I thought this was a clever play on the author's part-- to the player character, it is just a game. Winning is not the goal here, and winning should be seen as at-fault because treating the situation like the game is what matters and people are only worth anything for the memory of their talents is the problem. The protagonist does not feel bad because they have never felt bad for this, not when they left Inai's villagers to die, and not in the game they play again and again.
strivenword, March 6, 2022 - Reply
I played it again, and now I notice the pattern about the creative process:

(Spoiler - click to show)Somebody less experienced, someone without your talent, would have remembered the day that the valley had flooded. The grain of that stiff lever in the hands that pulled, and then the impossible speed of the rising waters, the panic of those (foolish stubborn old) who had chosen to remain.

And extracted from this - an essence of what, exactly? The callousness of bureaucracies, perhaps.
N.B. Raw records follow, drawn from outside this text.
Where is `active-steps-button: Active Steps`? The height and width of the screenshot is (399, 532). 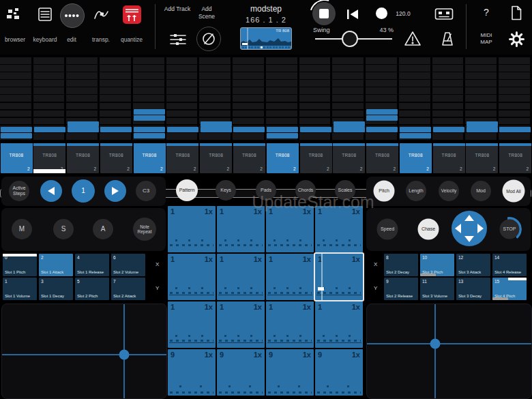
active-steps-button: Active Steps is located at coordinates (19, 191).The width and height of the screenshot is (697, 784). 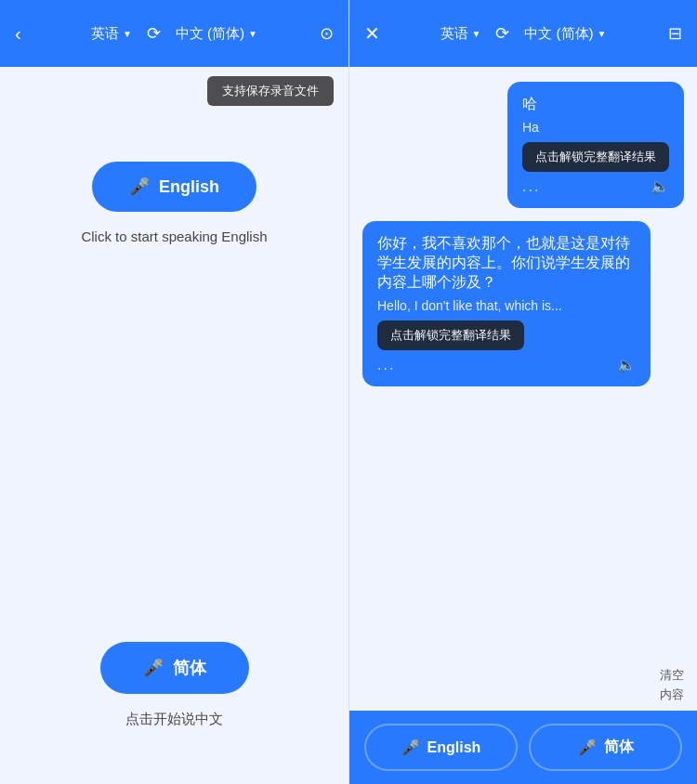 What do you see at coordinates (675, 33) in the screenshot?
I see `right-settings-icon: ⊟` at bounding box center [675, 33]. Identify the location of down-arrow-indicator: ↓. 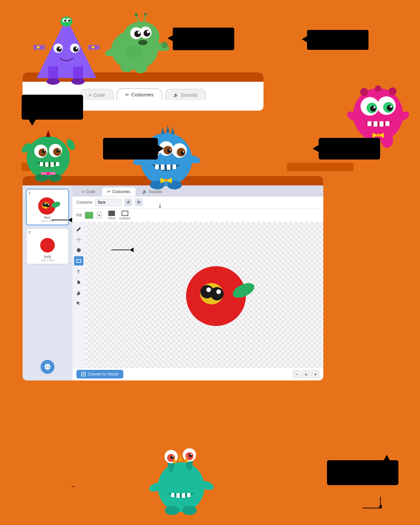
(160, 205).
Something obscure and specific.

But you needed something useful. So instead, you'll remember the day on which the waters began to recede, and you saw what lay beneath, or did not. The nothingness of houses smashed to shards of broken wood. The silence. The emptiness. The drowned bodies of the rats.


It's about the activity of deliberate will involved in extracting creative meaning out of experience.

The game really is a well made little vignette about creativity.

Thanks for commenting on my old stick-ass review. I was stretching the relevance of a few favorite ideas far past their breaking point in those days.